Cybercash Inc. announced agreements to make its Internet payment system available in Europe.

Cybercash's "electronic wallet," which lets customers use credit cards to buy goods via the Internet, would be offered to Europeans later this year through two transaction processing companies. The wallet is currently available only in the United States.

Sligos, a Paris-based payment service provider, announced plans to market Cybercash's product in France, Germany, the United Kingdom, and Ireland.

Point Transaction Systems of Oslo, Norway, said it will make the Cybercash wallet available in Sweden by this summer.

"This is the beginning of a series of international announcements we'll be putting out," said Magdalena Yesil, Cybercash's vice president of marketing.

The partnerships, Ms. Yesil said, "go to show that the Internet is a global environment."

The announcements also tighten the race to provide payment services over that huge, global web of computer networks. Digicash of Amsterdam, the developer of the Ecash digital money system, announced an alliance last week with a European Internet service provider, making its product available, initially, in Finland. Digicash has also licensed its system in Sweden and to Mark Twain Bancshares in St. Louis.

Reston, Va.-based Cybercash, which made its initial public stock offering last month, would be competing more directly with Digicash later this year when it expects to enhance its electronic wallet technology with digital "coins." Digicash's Ecash is coin-based.

Jacques Maugin, who heads the Internet development division at Sligos, said his company was attracted to that forthcoming digital cash capability.

Sligos is one of Europe's leading bank card and payment services companies, with more than 6,000 employees.

"We have no solutions for micropayments, so our offerings are complementary," Mr. Maugin said.

He said Sligos also chose Cybercash because the companies agree that "we are not banks and we do not want to interfere in the relationship between bank and customer."

Anders Thell, manager of development and marketing for Point Transaction Systems' subsidiary in Sweden, echoed Mr. Maugin's view, saying that his company prefers "the already-available infrastructure for card payments and the banking infrastructure."

A Stockholm-based affiliate, Point Scandinavia, is testing a smart card- based electronic purse system in Sweden. The company's venture with Cybercash will be its first payment foray onto the Internet, Mr. Thell said.

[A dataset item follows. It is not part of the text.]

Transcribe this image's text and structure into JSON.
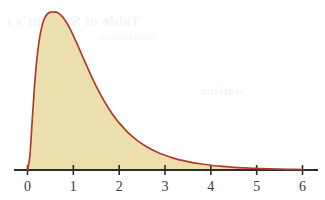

He said his company passed over Digicash's Ecash because it "creates a new environment." He predicted Digicash would not do well in Scandinavia.

Ms. Yesil of Cybercash said Digicash has "a very different business model" and is not a direct competitor. While Digicash has developed a micropayment system that accommodates small transfers of digital cash, Cybercash has plans to offer credit card, coin, and check options through its wallet, Ms. Yesil said.